Wednesday, January 1, 2025

A Haunting in Venice (2023)


There is a reason most people don’t really know Agatha Christie’s Hallowe'en Party. It’s not one of her best books. Reading it you never feel that it was a finished story, but more like a draft she was fighting with. I think the only adaptions were the David Suchet complete run of Hercule Poirot stories on film and the most recent big screen Kenneth Branaugh  film A HAUNTING IN VENICE.

To be honest I never heard of the novel until the Branaugh version. I read it in anticipation of the feature and I didn’t like it much. Still the trailers for the  film looked spooky and the thought of a Poirot “horror” story was promising.

The film is set in Venice just after the Second World War Poirot (Branaugh) is a broken man, given up on cases and is just hiding in a villa. When his friend Ariadne Oliver (Tina Fey who will make you forget she’s a comedy queen) comes to see him she insists he go with her to a Halloween Party and séance. Poirot is certain it will all be fakery, Oliver is not so certain. As the children’s party ends and the adult séance take places, weird things begin to happen. “Ghosts" appear and even the great detective is rocked to his very core by things he can’t explain.

An adult horror thriller was not what I expected from an Agatha Christie film, but some how Branaugh made something wonderfully unique. While there are several murders along the way, this is less a murder mystery and more an exploration to the psychic damage experienced by those who survived war. There may not (or there may) be ghosts but the trauma suffered makes them feel real.

This is a dark and oppressive film. It’s a film that crushes your soul just by watching it. I was half way into the film and I did not want to be in the head space that the film was putting me in. This is a true horror film, where the monsters are us. In its way it maybe one of the best horror films of the last decade.

The problem is that while Branaugh and his crew have made a bleak dark boogeyman of a film, the central mystery isn’t very good. Poirot fumbles his way through things and jumps to conclusions more than he does in most of Christies other mysteries.  For me, the film, like the book, is not a satisfying mystery. It’s not fatal to the film, but it makes what is a great thriller just good over all.

Weak mystery aside, this film kicks ass and will make your knuckles go white.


#### [WORK INSTRUCTIONS]
Using the records underneath, tally the lines where the word "lower" appears and please give only the count.

#### [SUPPLIED MATERIAL]
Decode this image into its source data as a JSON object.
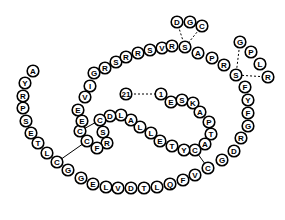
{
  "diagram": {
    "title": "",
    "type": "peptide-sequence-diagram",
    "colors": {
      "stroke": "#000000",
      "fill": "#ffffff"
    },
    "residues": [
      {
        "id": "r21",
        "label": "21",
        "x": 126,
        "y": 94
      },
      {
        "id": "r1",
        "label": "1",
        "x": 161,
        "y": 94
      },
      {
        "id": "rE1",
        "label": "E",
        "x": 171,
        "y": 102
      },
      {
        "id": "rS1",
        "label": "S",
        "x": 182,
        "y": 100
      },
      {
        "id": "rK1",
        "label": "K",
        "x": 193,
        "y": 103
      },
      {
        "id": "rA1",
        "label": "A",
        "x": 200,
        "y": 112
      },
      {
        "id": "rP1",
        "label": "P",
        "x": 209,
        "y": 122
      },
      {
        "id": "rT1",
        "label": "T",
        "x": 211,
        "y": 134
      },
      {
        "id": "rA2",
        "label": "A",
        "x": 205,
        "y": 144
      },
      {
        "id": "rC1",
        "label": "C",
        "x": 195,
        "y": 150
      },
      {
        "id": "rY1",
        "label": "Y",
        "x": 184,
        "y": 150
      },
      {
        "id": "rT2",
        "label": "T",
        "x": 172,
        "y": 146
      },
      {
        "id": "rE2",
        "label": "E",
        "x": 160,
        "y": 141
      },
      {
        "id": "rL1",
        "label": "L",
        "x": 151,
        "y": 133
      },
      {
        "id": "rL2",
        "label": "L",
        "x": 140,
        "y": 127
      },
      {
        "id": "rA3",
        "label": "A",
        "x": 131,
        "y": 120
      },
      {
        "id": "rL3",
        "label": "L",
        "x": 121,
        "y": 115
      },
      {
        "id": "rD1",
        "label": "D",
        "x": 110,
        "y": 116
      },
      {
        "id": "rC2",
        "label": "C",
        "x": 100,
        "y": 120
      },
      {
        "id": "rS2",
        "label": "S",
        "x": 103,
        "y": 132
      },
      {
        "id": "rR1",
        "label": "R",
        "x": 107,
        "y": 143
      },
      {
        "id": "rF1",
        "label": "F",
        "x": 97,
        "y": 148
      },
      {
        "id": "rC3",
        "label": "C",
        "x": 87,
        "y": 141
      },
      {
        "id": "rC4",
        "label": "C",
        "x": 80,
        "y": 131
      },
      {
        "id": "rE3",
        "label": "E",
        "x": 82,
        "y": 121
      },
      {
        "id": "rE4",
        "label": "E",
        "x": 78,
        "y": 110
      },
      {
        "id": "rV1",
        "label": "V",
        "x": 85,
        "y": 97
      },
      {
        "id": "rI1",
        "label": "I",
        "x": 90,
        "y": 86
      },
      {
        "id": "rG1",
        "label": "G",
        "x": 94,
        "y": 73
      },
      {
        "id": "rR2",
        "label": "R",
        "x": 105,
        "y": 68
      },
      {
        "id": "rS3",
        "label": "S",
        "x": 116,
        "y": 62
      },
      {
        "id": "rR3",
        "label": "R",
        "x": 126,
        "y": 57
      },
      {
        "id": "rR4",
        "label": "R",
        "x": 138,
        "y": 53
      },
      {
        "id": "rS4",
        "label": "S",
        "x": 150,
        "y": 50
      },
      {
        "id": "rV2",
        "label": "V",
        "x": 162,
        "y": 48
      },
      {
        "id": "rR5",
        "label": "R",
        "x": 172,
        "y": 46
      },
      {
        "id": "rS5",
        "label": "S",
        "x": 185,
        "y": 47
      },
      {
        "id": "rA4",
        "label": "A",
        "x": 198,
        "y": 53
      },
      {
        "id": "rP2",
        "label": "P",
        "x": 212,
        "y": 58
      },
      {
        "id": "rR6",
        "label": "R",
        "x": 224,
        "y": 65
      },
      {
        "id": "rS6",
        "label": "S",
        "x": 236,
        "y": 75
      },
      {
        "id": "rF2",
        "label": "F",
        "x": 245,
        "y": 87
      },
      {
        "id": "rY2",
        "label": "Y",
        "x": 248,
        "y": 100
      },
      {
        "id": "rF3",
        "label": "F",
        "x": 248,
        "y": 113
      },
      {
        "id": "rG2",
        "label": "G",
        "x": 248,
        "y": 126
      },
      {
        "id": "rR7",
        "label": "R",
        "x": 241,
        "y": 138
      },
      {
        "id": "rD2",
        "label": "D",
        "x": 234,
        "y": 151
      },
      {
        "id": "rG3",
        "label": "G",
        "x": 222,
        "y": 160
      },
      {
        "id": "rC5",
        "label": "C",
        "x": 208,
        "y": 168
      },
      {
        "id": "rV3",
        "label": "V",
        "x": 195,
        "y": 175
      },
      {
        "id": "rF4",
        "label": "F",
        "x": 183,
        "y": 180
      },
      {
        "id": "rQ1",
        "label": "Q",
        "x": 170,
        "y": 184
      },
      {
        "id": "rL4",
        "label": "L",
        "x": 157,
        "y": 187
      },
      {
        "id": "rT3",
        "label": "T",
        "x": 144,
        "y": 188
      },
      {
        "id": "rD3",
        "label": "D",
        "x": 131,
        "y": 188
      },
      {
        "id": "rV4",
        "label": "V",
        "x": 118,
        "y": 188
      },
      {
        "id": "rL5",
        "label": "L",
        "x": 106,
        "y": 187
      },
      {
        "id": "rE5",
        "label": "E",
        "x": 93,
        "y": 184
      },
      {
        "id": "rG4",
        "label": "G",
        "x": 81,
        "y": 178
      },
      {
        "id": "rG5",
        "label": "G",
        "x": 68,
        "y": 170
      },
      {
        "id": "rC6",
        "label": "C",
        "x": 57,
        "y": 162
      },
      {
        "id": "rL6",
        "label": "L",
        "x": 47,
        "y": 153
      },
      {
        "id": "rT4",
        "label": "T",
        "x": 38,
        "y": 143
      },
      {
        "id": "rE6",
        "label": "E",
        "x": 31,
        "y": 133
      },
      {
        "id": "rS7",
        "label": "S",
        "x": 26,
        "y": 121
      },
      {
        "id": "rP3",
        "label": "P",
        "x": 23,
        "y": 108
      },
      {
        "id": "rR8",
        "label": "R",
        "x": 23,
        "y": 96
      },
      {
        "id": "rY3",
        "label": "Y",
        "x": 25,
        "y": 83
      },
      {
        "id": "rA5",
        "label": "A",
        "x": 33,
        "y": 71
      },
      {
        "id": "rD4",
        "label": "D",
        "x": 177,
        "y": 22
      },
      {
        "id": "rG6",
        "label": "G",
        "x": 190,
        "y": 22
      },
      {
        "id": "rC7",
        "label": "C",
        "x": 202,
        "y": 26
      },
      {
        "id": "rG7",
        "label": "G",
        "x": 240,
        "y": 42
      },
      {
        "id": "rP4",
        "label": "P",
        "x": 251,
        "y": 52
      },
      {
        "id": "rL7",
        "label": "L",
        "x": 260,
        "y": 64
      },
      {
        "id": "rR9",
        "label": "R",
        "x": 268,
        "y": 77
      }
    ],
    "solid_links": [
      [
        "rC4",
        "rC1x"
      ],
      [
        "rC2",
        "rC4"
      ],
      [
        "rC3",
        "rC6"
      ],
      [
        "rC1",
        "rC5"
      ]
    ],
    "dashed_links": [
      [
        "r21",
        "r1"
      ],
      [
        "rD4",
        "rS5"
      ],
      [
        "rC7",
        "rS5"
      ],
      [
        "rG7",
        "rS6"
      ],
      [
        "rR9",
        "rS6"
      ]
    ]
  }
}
...
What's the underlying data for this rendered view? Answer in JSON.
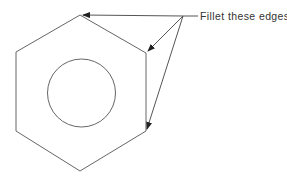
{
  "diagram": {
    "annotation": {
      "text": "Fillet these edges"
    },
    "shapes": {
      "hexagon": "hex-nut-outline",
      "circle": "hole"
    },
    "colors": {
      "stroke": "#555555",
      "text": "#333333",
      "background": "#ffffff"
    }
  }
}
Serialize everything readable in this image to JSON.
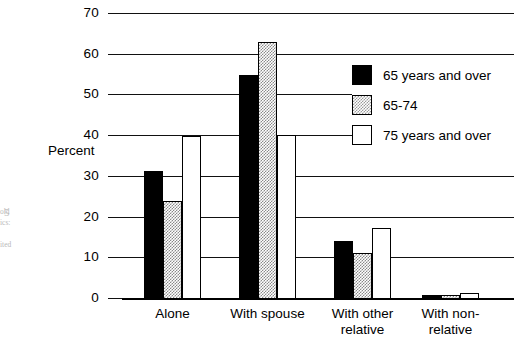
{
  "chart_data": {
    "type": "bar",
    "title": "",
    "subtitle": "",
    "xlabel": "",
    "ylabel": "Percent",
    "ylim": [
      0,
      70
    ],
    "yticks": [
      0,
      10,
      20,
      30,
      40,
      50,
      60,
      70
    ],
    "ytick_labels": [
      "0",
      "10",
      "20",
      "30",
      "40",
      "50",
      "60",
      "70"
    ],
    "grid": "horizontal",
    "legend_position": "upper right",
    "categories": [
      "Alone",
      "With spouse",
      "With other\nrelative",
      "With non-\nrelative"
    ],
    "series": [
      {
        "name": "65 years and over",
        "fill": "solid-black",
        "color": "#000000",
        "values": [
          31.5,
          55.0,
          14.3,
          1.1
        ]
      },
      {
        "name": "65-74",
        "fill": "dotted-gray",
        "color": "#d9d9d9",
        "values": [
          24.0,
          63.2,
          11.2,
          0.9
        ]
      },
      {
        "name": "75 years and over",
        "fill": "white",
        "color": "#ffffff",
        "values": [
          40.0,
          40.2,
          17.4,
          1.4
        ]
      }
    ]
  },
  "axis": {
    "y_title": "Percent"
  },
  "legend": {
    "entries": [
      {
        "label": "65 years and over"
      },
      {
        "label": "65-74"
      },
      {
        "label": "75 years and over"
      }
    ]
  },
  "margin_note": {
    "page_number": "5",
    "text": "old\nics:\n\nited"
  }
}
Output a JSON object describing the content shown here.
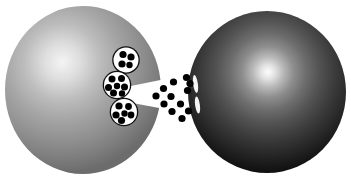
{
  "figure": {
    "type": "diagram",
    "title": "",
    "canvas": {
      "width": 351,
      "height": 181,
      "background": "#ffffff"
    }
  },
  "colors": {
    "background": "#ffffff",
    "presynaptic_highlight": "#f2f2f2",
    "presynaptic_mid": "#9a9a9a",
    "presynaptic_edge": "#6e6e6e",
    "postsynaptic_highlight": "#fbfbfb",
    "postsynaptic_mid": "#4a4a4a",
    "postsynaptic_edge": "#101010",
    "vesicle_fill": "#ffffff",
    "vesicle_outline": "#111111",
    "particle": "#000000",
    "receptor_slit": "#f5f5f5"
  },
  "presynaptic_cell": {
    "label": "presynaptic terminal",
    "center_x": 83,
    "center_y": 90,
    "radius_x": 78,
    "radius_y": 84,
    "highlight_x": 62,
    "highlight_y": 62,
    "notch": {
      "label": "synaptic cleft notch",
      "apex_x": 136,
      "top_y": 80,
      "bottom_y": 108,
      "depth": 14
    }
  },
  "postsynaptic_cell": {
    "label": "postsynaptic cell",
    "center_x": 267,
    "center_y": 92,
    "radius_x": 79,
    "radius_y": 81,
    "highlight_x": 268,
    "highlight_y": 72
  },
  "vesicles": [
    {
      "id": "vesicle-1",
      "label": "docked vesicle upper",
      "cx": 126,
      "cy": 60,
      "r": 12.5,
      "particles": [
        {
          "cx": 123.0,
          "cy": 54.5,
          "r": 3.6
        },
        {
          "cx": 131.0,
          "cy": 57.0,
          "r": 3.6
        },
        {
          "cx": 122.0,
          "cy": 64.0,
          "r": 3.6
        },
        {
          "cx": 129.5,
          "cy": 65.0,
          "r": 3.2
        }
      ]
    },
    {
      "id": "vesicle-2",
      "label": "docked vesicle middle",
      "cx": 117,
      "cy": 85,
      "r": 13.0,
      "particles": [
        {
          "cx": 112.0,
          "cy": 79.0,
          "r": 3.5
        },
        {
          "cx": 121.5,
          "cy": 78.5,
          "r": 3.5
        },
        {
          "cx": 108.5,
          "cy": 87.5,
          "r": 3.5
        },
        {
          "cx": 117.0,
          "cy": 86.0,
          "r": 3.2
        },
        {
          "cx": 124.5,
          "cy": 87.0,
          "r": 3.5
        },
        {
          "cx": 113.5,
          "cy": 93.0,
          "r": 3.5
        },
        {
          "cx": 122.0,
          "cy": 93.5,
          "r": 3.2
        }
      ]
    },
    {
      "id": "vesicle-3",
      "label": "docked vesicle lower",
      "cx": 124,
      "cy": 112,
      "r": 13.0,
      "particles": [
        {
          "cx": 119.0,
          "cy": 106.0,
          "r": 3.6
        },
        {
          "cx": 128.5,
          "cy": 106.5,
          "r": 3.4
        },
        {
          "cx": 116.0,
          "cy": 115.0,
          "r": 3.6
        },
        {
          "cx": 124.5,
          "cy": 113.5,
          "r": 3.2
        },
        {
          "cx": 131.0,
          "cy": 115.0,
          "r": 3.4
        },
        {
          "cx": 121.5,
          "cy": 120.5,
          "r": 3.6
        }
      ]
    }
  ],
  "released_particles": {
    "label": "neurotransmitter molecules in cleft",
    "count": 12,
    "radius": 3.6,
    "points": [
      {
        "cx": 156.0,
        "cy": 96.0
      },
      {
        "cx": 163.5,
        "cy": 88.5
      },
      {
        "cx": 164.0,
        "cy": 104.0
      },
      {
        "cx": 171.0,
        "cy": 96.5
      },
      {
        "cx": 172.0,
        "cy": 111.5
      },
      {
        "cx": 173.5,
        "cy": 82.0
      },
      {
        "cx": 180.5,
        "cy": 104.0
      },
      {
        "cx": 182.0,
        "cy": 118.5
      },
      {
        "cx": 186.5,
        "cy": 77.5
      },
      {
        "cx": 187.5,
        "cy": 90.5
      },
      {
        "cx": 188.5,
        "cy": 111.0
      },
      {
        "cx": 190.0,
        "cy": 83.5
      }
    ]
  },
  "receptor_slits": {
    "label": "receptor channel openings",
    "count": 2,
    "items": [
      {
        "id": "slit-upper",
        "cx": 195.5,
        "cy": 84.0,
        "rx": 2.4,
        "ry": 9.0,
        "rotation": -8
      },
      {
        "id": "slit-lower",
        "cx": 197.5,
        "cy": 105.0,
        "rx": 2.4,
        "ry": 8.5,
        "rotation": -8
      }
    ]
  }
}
* * *
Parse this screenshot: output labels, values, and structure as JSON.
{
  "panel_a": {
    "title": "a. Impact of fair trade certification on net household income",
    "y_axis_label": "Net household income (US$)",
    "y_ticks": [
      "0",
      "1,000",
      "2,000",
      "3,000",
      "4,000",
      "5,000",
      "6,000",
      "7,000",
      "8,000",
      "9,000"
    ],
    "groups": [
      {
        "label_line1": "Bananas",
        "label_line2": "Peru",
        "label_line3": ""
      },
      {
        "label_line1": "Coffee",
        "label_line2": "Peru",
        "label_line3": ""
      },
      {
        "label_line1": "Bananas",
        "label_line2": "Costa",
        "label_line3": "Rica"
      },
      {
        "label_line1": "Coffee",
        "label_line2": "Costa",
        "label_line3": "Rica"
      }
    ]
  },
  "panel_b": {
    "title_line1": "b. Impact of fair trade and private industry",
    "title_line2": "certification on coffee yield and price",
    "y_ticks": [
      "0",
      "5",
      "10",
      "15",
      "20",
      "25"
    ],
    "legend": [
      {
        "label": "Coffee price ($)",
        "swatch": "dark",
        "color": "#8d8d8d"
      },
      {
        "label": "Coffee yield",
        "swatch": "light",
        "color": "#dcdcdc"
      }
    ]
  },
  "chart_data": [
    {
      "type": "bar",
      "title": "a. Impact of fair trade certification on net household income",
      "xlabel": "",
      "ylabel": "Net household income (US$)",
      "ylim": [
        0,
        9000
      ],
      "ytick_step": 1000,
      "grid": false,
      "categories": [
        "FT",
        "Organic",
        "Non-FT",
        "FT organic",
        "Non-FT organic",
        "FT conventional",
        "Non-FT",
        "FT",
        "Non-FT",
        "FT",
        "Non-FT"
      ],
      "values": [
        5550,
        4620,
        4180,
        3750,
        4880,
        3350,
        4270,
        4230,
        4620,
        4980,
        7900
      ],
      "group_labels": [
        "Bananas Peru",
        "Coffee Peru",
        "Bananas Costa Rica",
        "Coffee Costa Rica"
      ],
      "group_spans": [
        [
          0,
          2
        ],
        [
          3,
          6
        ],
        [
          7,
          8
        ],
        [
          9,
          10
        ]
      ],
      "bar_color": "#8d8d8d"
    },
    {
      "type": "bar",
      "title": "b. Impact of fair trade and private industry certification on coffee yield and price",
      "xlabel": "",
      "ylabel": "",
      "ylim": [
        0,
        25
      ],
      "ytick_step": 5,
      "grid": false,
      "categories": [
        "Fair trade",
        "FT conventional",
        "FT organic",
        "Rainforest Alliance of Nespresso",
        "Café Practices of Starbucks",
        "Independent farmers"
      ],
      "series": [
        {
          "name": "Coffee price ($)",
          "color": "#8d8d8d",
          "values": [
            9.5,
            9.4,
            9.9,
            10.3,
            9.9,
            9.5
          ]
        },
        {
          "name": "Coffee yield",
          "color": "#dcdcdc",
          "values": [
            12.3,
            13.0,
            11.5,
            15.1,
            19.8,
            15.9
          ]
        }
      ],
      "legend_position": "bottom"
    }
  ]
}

#### [ANSWER SPACE]
2